The Process and Experience of Transformation Applied to the Biblical Context

State 1: Defense and First State Transformation

Within the larger context of the disciples’ and people’s lives, there was a deep failure of their emotional environment to provide relief of their chronic anxiety and shame. This anxiety and shame schema was exhibited through legalistic religious and social traditions that choked true relatedness to God and to others from the heart. These individuals and communities could not be themselves. Chronic reliance on one’s defenses of rationalization, projection and religious intellectualization, to name a few, to cope with the unbearable shame and anxiety led to rigidity and emotional chaos. People needed a safe place, a safe other to experience and express their overwhelming feelings of guilt, shame, brokenness, loss, and pain. The religious traditions were ossified and fossilized toward a dogmatic and strict prescriptive theological calculus that left people’s emotional landscape starved for nurturance, guidance, and protection. The soil was ripe for crisis, both personal and societal. Change, generated through compassion, care, and healing, was coming like a locomotive and could not be stopped.
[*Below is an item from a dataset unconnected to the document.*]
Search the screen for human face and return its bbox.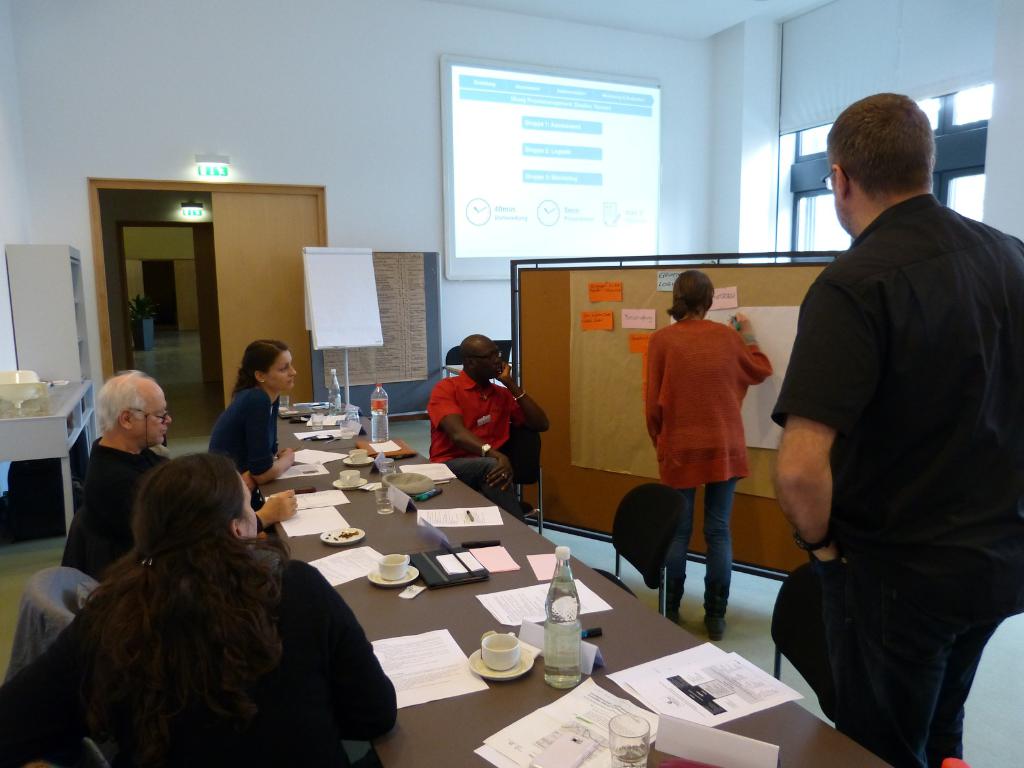
Found: 262, 350, 296, 390.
State 2: Core Affect and Second State Transformation

The disciples defined themselves through their mission to be a safe place to find grace with God, forgiveness, and openness to new ways of being, thinking, and obeying God. They demonstrated a healing power, where they would give to others and receive them without precondition. People would not be summarily dismissed or reinterpreted to fit rigid religious tradition at the expense of their own hearts. This healing message created an intrapsychic crisis of massive proportions. There could now be an opportunity for people to experience and communicate their categorical emotions such as fears, angers, disgusts, sadness, and joys of life. These wired-in organismic, visceral, bodily (somatic tracking) responses, through the love and power of the disciples, created a turbulence of intense emotions. People could authentically experience themselves and feel understood and received by God and the disciples. God, the disciples, and the homes they entered experienced a closeness, healing, and connection that had been previously closed out from their experience in life.
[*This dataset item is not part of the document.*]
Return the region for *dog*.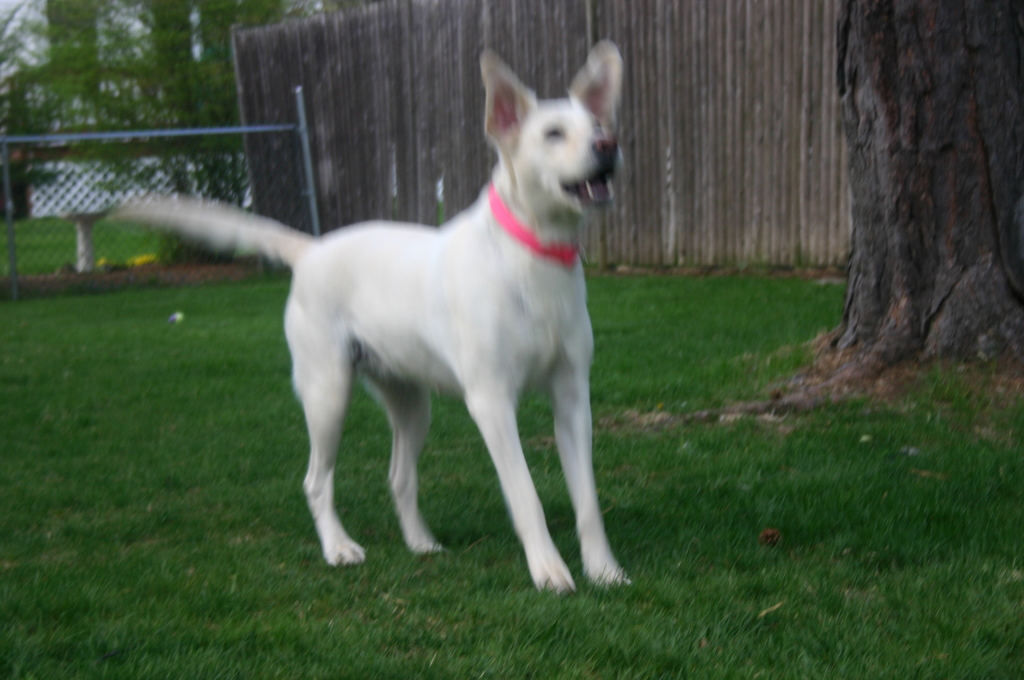
bbox(95, 41, 634, 595).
The unconditional love of God, the grace and forgiveness of sins, and the healing of diseases, infirmities, and mental and emotional pain engendered transforming affects with a cascading effect. People could authentically mourn their losses and failures; they could feel moved, tender, and grateful. As people found themselves changing, they experienced the positive vulnerability, fear and excitement, startle, and surprise and curiosity that are part and parcel of these tremulous affects. A person, through a trusted other—the disciples—could experience a healthy pride, competence, and joy. The disciples’ mission created transformational affects in the villages.

State 3: Core State

Anxiety, guilt, shame, or defensiveness is absent. Burdens of disease, social ostracism, and emotional trauma and spiritual dead-end roads are lifted and relieved. There is calm (peace), ease, flow, and clarity about the subjective truth of one’s own emotional experience. The truth sense—the sense of things feeling right—is evident. The True Self—“I feel like myself”—exhibited love, compassion, resilience, closeness, and openness. The people who opened their homes to the disciples felt understood, received by a True Other. As a result, they demonstrated their own generosity, empathy, and wisdom, understanding themselves at their deepest identity. They were with the disciples and the Lord, who had sent them out.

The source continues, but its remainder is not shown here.